Business investment

Business Investment on the Costa Blanca

From a €15k online side-hustle to a €5M boutique hotel, the Costa Blanca offers one of Europe's most accessible operating-business markets. 320,000+ foreign residents, 14 million annual tourists and a low-cost-base relative to northern Europe drive consistent demand. This is the complete guide to acquiring, building and scaling a business here.

From a €15k online side-hustle to a €5M boutique hotel, the Costa Blanca offers one of Europe's most accessible operating-business markets. 320,000+ foreign residents, 14 million annual tourists and a low-cost-base relative to northern Europe drive consistent demand. This is the complete guide to acquiring, building and scaling a business here.

Last updated 1 June 2026

Why operate a business on the Costa Blanca

Spain's eighth-largest regional economy by GDP, with Alicante province delivering 6.1% growth in 2025 — well above the EU average. The combination of resident purchasing power (the province has more high-net-worth foreign retirees per capita than anywhere in Spain), tourist volume (Benidorm alone hosts 2.8M overnight stays/year), and an operating cost base 25–40% below the UK, Germany or France makes the unit economics genuinely favourable.

The flipside: Spanish bureaucracy is slow, payroll costs are high (~32% employer social security on top of salary), and many sectors are seasonal. A business that ignores the May–October concentration of revenue is a business that fails in February.

Typical investment ranges by business type

Business typeEntry investmentTypical net marginPayback
Online / e-commerce€5k–€50k15–35%12–24 months
Small service business€20k–€80k18–28%2–3 years
Franchise (food/retail)€80k–€300k8–15%4–6 years
Restaurant / café€120k–€450k8–14%4–7 years
Beach club / chiringuito€200k–€700k20–35% (seasonal)3–5 years
Boutique hotel (15–30 rooms)€1.2M–€4M15–25%7–10 years
Apart-hotel / resort€3M–€20M+18–30%8–12 years
Dental / medical clinic€150k–€600k25–40%3–5 years
Headline price is not entry cost

Spanish business acquisitions routinely add 25–35% to the asking price once licences, stock, deposit transfers, lawyer, gestor, notary and IVA / ITP are layered in. Always model the all-in number — and budget six months of working capital on top.

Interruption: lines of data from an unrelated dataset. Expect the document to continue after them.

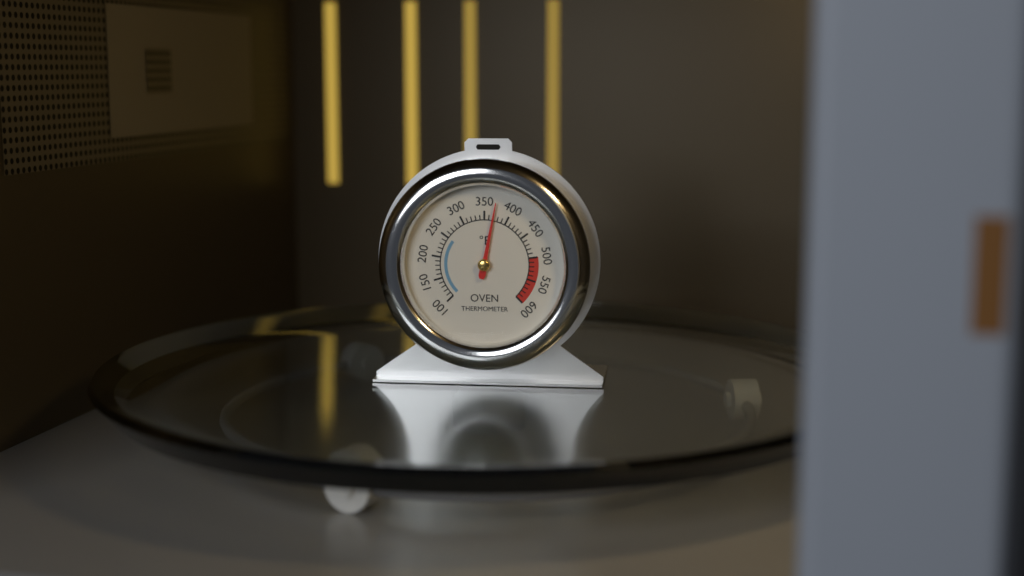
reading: 370 °F
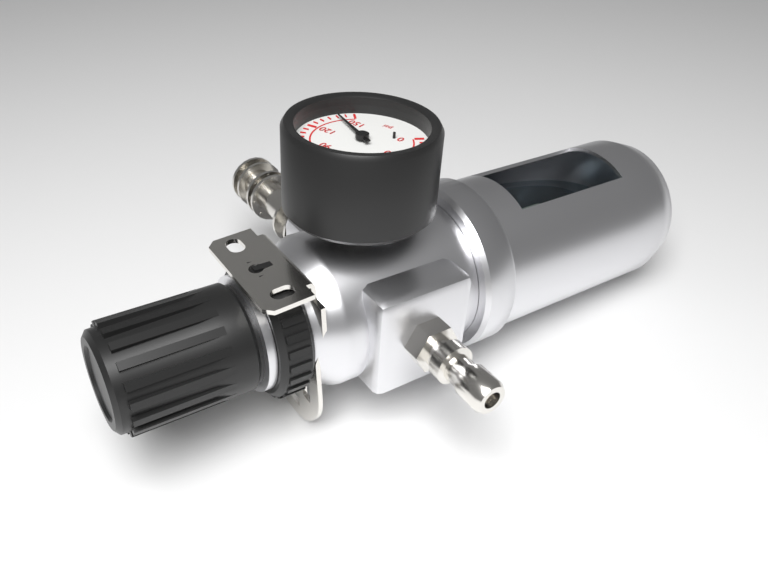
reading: 140 psi
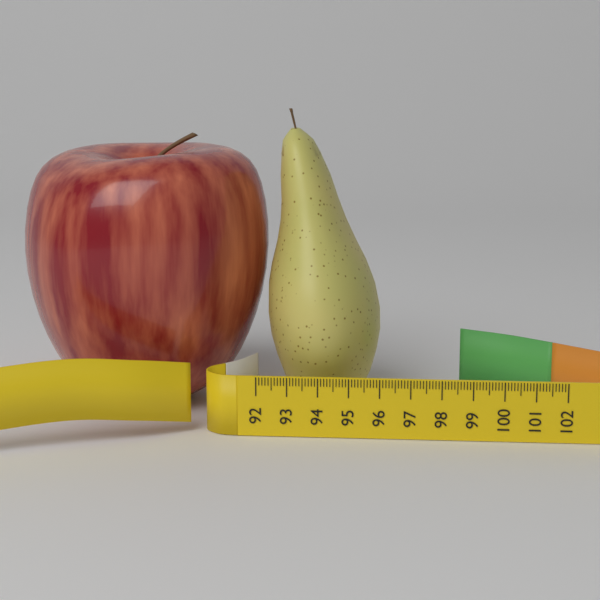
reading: 95.9 (no unit)
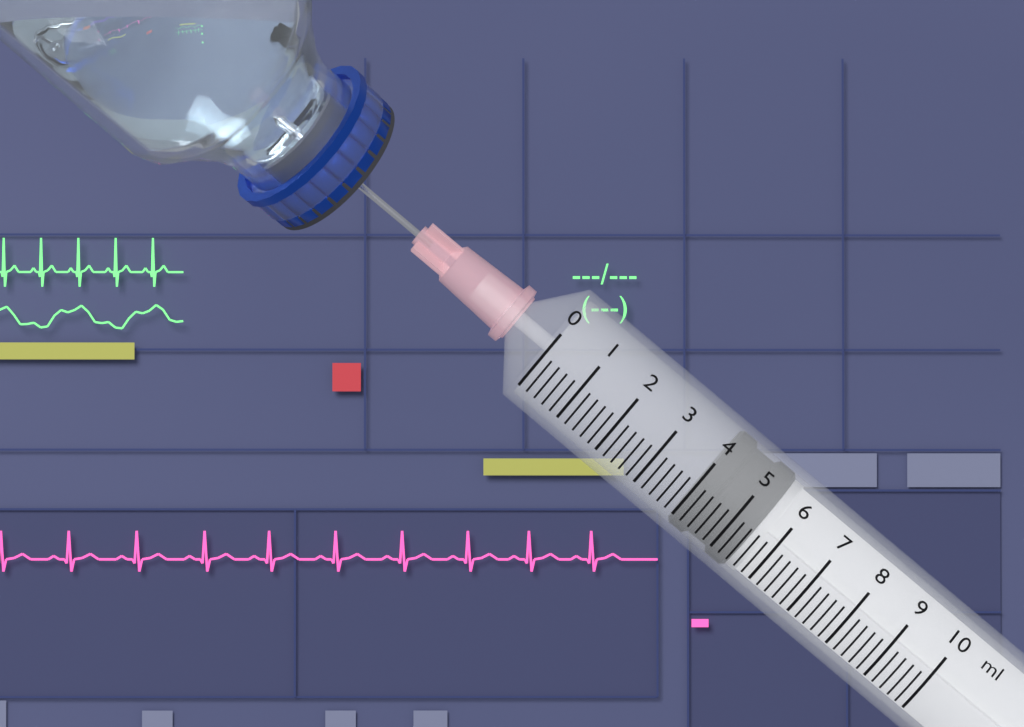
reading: 4.0 ml
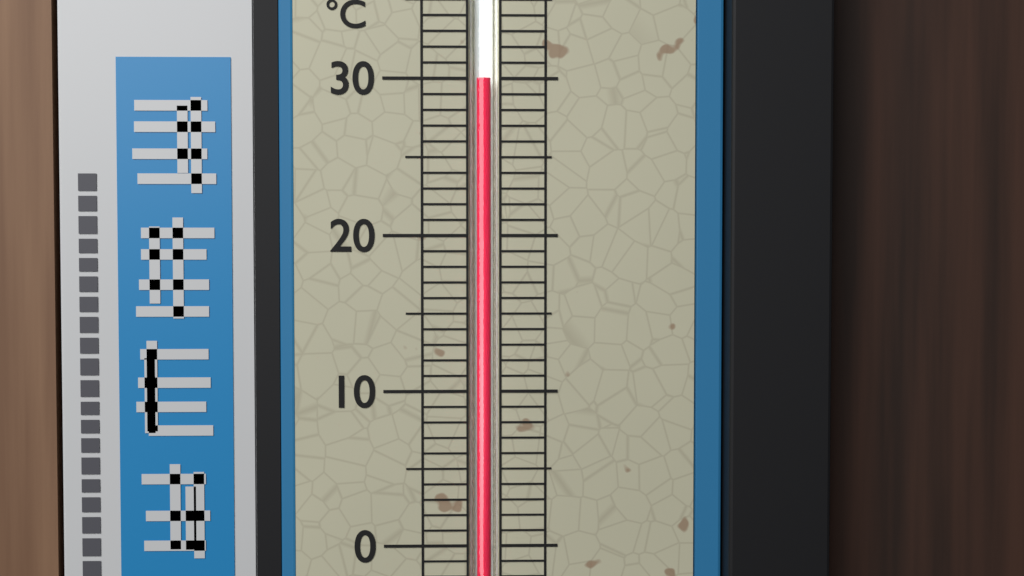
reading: 30 °C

Legal structures that matter

  • Autónomo (sole trader) — fast to set up, low overhead, 80€/month flat-rate first year. Best for solo consultants, online businesses, small services.
  • Sociedad Limitada (SL) — €3,000 minimum capital, ~€700 setup. Limits liability, mandatory for serious investment, IVA reclaimable on setup costs.
  • Comunidad de Bienes (CB) — partnership-lite for 2+ autónomos sharing one operation; rarely the right choice above €100k turnover.
  • Branch of foreign company — useful for established international groups testing the market; tax-inefficient long term.
  • Holding SL + operating SL — standard structure above 2–3 businesses or €1M+ value; isolates risk and simplifies eventual exit.

The licensing reality

Every commercial premises in Spain needs an opening licence ('licencia de apertura' or 'declaración responsable') from the municipality. Hospitality, retail and health uses also need specific activity licences. Timeline ranges from 2 weeks (low-impact retail under 'declaración responsable') to 18+ months (hotel with planning modifications, restaurant with terrace and music).

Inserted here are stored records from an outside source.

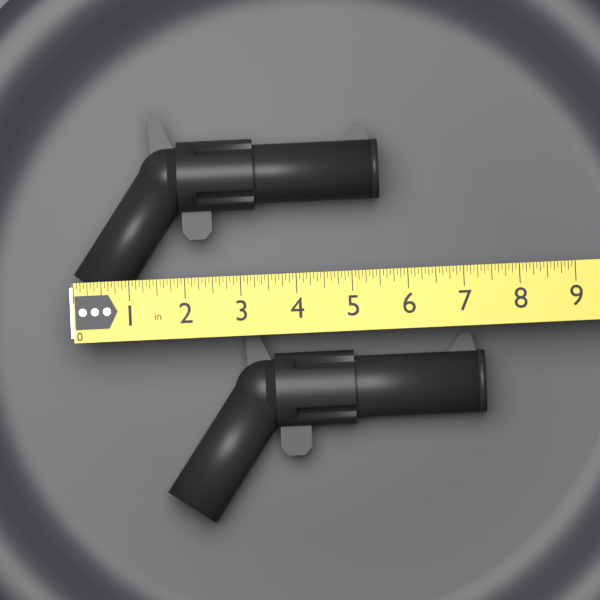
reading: 5.5625 in
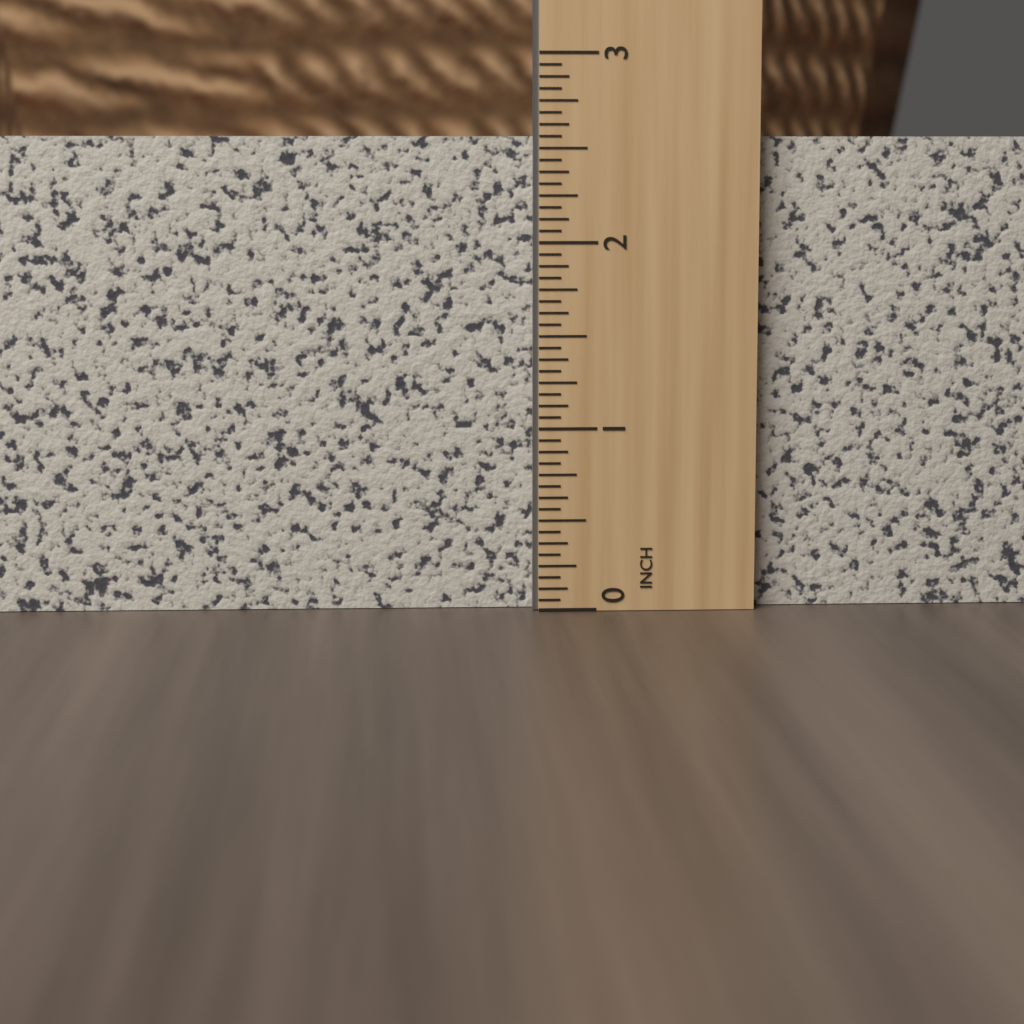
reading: 2.5625 in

Critically: never sign a commercial lease or acquisition before verifying the existing licence covers your intended activity. 'Cambio de actividad' (change of use) can take 12 months and sometimes is refused outright due to noise zoning, neighbouring objections or capacity rules.

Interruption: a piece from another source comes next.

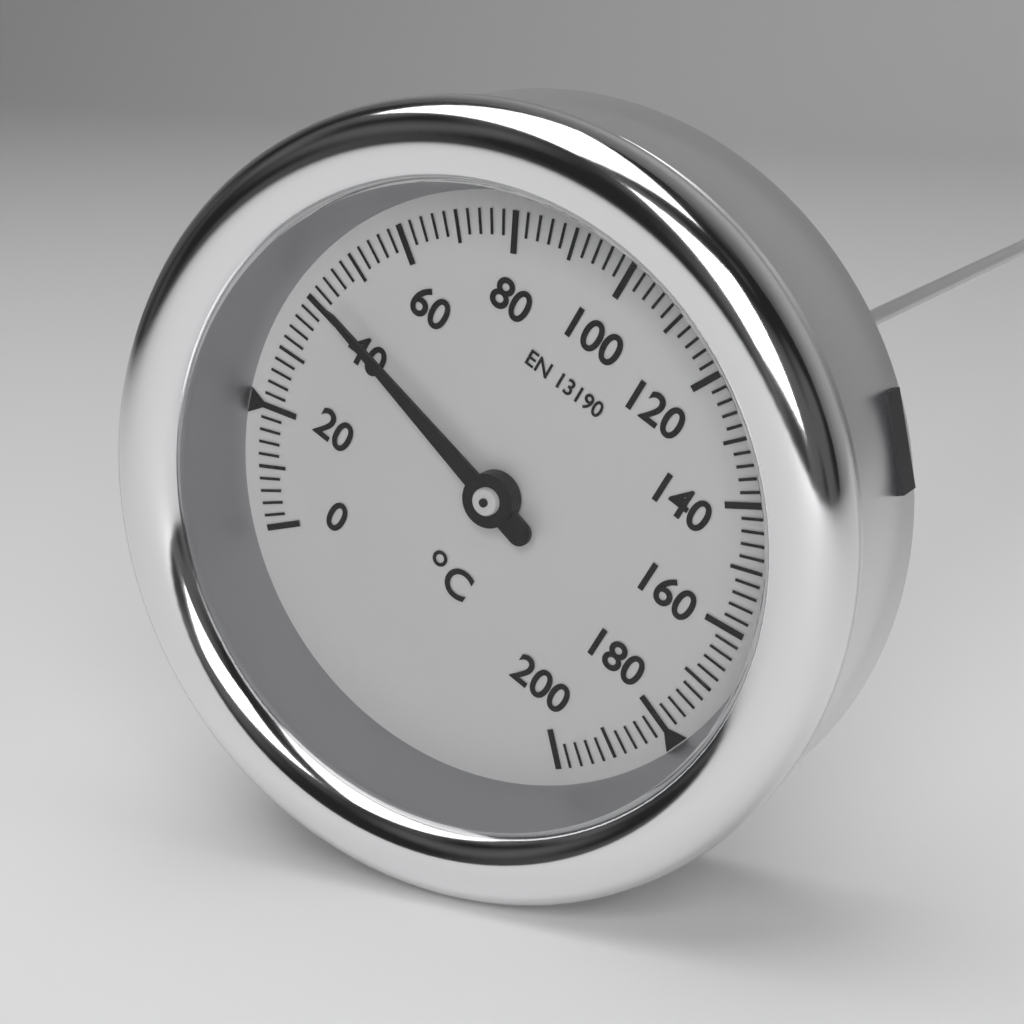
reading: 42 °C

Visa routes for non-EU founders

  • Entrepreneur Visa — innovative project endorsed by ENISA. No minimum investment; rewards genuinely scalable / tech businesses.
  • Self-Employment Visa ('cuenta propia') — €80–120k business plan + Spanish trade-licence approval. Slow but works for traditional businesses.
  • Digital Nomad Visa — easiest route for remote founders running a foreign-revenue business; not suitable if your customers are Spanish.
  • Investor pathway — €1M+ in Spanish company shares still qualifies post-Golden-Visa phase-out (verify current rules with a lawyer).
  • EU citizens — no visa required; simple NIE + autónomo / SL registration.